> An aside, I had a Junior who would just load datasets into PowerBI to explore them for the first time, and that was actually a shockingly useful workflow.
What was shockingly useful in PowerBI compared to DuckDB?
It's only available for orgs, not for personal repositories, and when we tried to use it in my team the size of our OIDC claim meant something broke so we had to turn it back off again :P. So I didn't get much experience with it.
But it seems like it gives you a place in a queue, meaning you don't need to keep rebasing as earlier PRs get merged: you can see what the state of the main branch should be by the time your PR reaches the head of the queue and develop accordingly.
I agree. I'm seeing that trend as well (teams using Rust instead of Go, JS, Java). But only for teams that are very experienced and really passionate about programming languages and software engineering (typically most of us here on HN). I'm under the impression that the majority is sticking to the usual tools — Java, C#, Python, Go, JS/TS — and not ready to use Rust.
I also spent some time evaluating a lot of open fonts and I agree that most of them have flaws, especially when it comes to kerning. The exceptions are fonts that have been developed for and are used by very large organizations, such as Public Sans (US government), IBM Plex Sans, Source Sans (Abobe), etc. Then the quality is equivalent (or even better) than what you get from proprietary fonts.
What was shockingly useful in PowerBI compared to DuckDB?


■ Aim of the task
Pull every line that holds the word "icon" from the entries.

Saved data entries
%%

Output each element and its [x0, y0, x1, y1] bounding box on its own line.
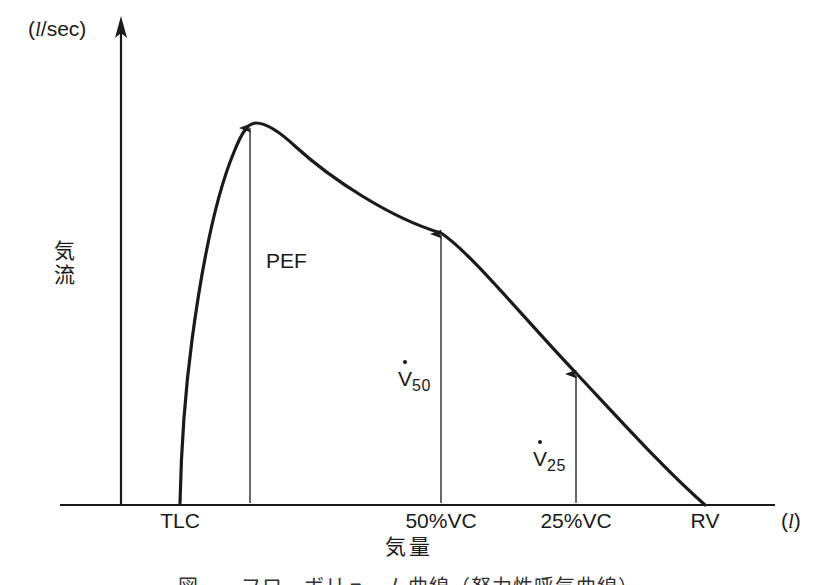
- x-axis-unit-label: (l): [781, 510, 801, 532]
- x-unit-prefix: (: [781, 509, 788, 532]
- v25-letter-with-dot: V: [533, 448, 547, 469]
- x-axis-title: 気量: [0, 537, 817, 558]
- overdot-icon: [403, 360, 407, 364]
- tick-label-tlc: TLC: [160, 510, 200, 531]
- plot-canvas: [0, 0, 817, 585]
- overdot-icon: [538, 440, 542, 444]
- v50-label: V50: [398, 368, 431, 394]
- tick-label-25pct-vc: 25%VC: [540, 510, 611, 531]
- tick-label-rv: RV: [691, 510, 720, 531]
- x-unit-suffix: ): [794, 509, 801, 532]
- figure-caption: 図 フローボリューム曲線（努力性呼気曲線）: [0, 576, 817, 585]
- y-unit-suffix: /sec): [41, 17, 87, 40]
- flow-volume-curve-figure: (l/sec) (l) 気流 気量 TLC 50%VC 25%VC RV PEF…: [0, 0, 817, 585]
- v25-label: V25: [533, 448, 566, 474]
- v25-letter: V: [533, 447, 547, 470]
- v50-letter: V: [398, 367, 412, 390]
- v50-letter-with-dot: V: [398, 368, 412, 389]
- v50-subscript: 50: [412, 377, 431, 394]
- y-axis-unit-label: (l/sec): [28, 18, 86, 40]
- tick-label-50pct-vc: 50%VC: [405, 510, 476, 531]
- flow-volume-curve-path: [180, 123, 705, 505]
- y-unit-prefix: (: [28, 17, 35, 40]
- y-axis-title: 気流: [52, 240, 73, 288]
- v25-subscript: 25: [547, 457, 566, 474]
- pef-label: PEF: [266, 250, 307, 271]
- y-axis: [115, 16, 127, 505]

%%

■ Answer to this exercise
- overdot-icon: [403, 360, 407, 364]
- overdot-icon: [538, 440, 542, 444]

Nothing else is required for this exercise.